Zikora: A Short Story by Chimamanda Ngozi Adichie review: a taut tale of sexism and single motherhood

Sexism: In her new short story, the Nigerian-American novelist rails against injustices to women: Getty Images
Sexism: In her new short story, the Nigerian-American novelist rails against injustices to women: Getty Images

Famously private about giving birth to a daughter a few years ago, the Nigerian-American prize-winning author Chimamanda Ngozi Adichie doesn’t stint on the grislier details of pregnancy and labour in this new short story about sexism and single motherhood, just released on Amazon Original Stories.

It opens with Zikora, a 39 year-old Nigerian lawyer, now living in Washington DC, in the final stages of labour in hospital. Her tight-lipped mother looks on disapprovingly as Zikora screams out in pain, demanding an epidural. “I was disgracing her now; I was not facing labor with laced-up dignity,” Zikora recounts, while wishing that it was Kwame, the child’s father, who was with her instead of her mother.

We learn that Zikora met Kwame, “ a clean-looking Black man”, and like her, a highly educated lawyer, but of Ghanian descent, at a book launch. The pair had dated happily until the moment when Zikora discovered she was pregnant, at which point Kwame changed his tune. “Ours was an ancient story, the woman wants the baby and the man doesn’t want the baby and a middle ground does not exist.” From that moment on, Kwame refused to have anything more to do with Zikora, rejecting her calls and texts.

Zikora thinks about her cousin Mmiliaku in Nigeria, who is pregnant and already has five children, of whom the youngest is six months old, and whose “older and wealthy” husband Emmanuel waits until she’s asleep before climbing on top of her, and effectively raping her.

She reflects on her own mother’s marriage to her father, and to the time, when she was eight, and her father left the family home, still married to her mother, to go and live with his second wife, Aunty Nwanneka. "She was young, plump, skin glistening as though dipped in oil," but in order to survive, Aunty Nwenneka "wielded her niceness like a subtle, sharp knife”.

Unlike Zikora’s mother, who had only one daughter, and had endured several miscarriages and a hysterectomy, Aunty Nwanneka was able to provide sons to inherit the family fortune.

Zikora also reflects on a previous relationship she had in college, with a man “who was very dark and very beautiful, near comical in his self-regard”, and who treated her like absolute sh*t."I didn't yet know that you cannot nice your way into being loved," she muses.

Adichie, whose first novel, Purple Hibiscus was published when she was only 26, has won a string of awards for her bestselling novels about the complexities of African and African-American culture, and continues to write widely on feminism and sexism - which she has previously said makes her even angrier than racism. In Zikora, she has produced a terrific, brave story, beautifully written in taut, clear prose, that lays bare the many injustices women - especially black women - still face, often at the hands of a black patriarchy. It’s only 35 pages long, but you finish it with a sense of having read something far longer and much bigger.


- _DESCRIPTION OF THE TASK_: Look through the records, and wherever the string "chart" turns up, copy out that line.

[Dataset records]
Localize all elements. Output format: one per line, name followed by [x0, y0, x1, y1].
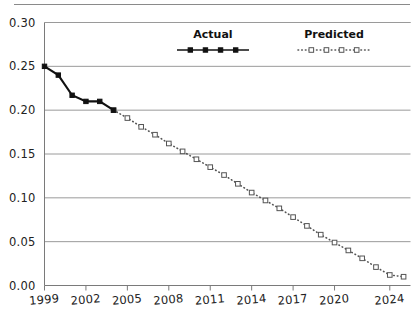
- data-point-actual-2001: [70, 93, 74, 97]
- data-point-predicted-2011: [208, 165, 213, 170]
- data-point-predicted-2012: [222, 173, 227, 178]
- data-point-predicted-2009: [180, 149, 185, 154]
- x-tick-label-2020: 2020: [319, 291, 350, 308]
- legend-marker-predicted-0: [309, 48, 314, 53]
- data-point-actual-2004: [111, 108, 115, 112]
- data-point-predicted-2018: [305, 224, 310, 229]
- line-chart: 0.000.050.100.150.200.250.30 19992002200…: [0, 0, 417, 318]
- data-point-predicted-2017: [291, 215, 296, 220]
- legend-marker-predicted-2: [339, 48, 344, 53]
- data-point-predicted-2010: [194, 157, 199, 162]
- data-point-predicted-2024: [387, 273, 392, 278]
- data-point-predicted-2005: [125, 116, 130, 121]
- legend-label-predicted: Predicted: [304, 28, 364, 41]
- data-point-predicted-2013: [236, 182, 241, 187]
- legend-marker-predicted-1: [324, 48, 329, 53]
- y-tick-label-0.05: 0.05: [9, 235, 35, 249]
- data-point-predicted-2007: [153, 132, 158, 137]
- data-point-predicted-2022: [360, 256, 365, 261]
- legend-label-actual: Actual: [193, 28, 232, 41]
- y-tick-label-0.25: 0.25: [9, 59, 35, 73]
- data-point-predicted-2023: [374, 265, 379, 270]
- data-point-predicted-2020: [332, 240, 337, 245]
- x-tick-label-2005: 2005: [111, 291, 142, 308]
- data-point-actual-1999: [42, 64, 46, 68]
- data-point-predicted-2006: [139, 125, 144, 130]
- page-divider-rule: [14, 4, 410, 5]
- series-predicted: [111, 108, 406, 279]
- y-tick-label-0.15: 0.15: [9, 147, 35, 161]
- y-tick-label-0.10: 0.10: [9, 191, 35, 205]
- legend-marker-actual-3: [233, 48, 237, 52]
- chart-figure: 0.000.050.100.150.200.250.30 19992002200…: [0, 0, 417, 318]
- legend-marker-predicted-3: [354, 48, 359, 53]
- legend-marker-actual-2: [218, 48, 222, 52]
- x-tick-label-2008: 2008: [153, 291, 184, 308]
- y-tick-label-0.00: 0.00: [9, 279, 35, 293]
- x-tick-label-2011: 2011: [194, 291, 225, 308]
- data-point-predicted-2019: [318, 232, 323, 237]
- gridlines-group: [45, 23, 411, 242]
- x-tick-label-2017: 2017: [277, 291, 308, 308]
- series-actual: [42, 64, 115, 112]
- data-point-actual-2003: [98, 99, 102, 103]
- x-tick-label-2002: 2002: [70, 291, 101, 308]
- x-axis-tick-labels-group: 199920022005200820112014201720202024: [29, 291, 405, 308]
- chart-legend: ActualPredicted: [177, 28, 370, 52]
- data-point-actual-2002: [84, 99, 88, 103]
- y-tick-label-0.20: 0.20: [9, 103, 35, 117]
- data-point-predicted-2008: [167, 141, 172, 146]
- x-tick-label-1999: 1999: [29, 291, 60, 308]
- data-point-actual-2000: [56, 73, 60, 77]
- data-point-predicted-2021: [346, 248, 351, 253]
- x-tick-marks-group: [45, 286, 390, 291]
- legend-marker-actual-0: [188, 48, 192, 52]
- y-tick-label-0.30: 0.30: [9, 16, 35, 30]
- data-point-predicted-2015: [263, 198, 268, 203]
- data-point-predicted-2016: [277, 206, 282, 211]
- data-point-predicted-2014: [249, 190, 254, 195]
- x-tick-label-2014: 2014: [236, 291, 267, 308]
- y-axis-tick-labels-group: 0.000.050.100.150.200.250.30: [9, 16, 35, 293]
- x-tick-label-2024: 2024: [374, 291, 405, 308]
- data-point-predicted-2025: [401, 274, 406, 279]
- legend-marker-actual-1: [203, 48, 207, 52]
- series-line-actual: [45, 66, 114, 110]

- _RESPONSE TO THE EXERCISE_:
- line-chart: 0.000.050.100.150.200.250.30 19992002200…: [0, 0, 417, 318]
- chart-figure: 0.000.050.100.150.200.250.30 19992002200…: [0, 0, 417, 318]
- chart-legend: ActualPredicted: [177, 28, 370, 52]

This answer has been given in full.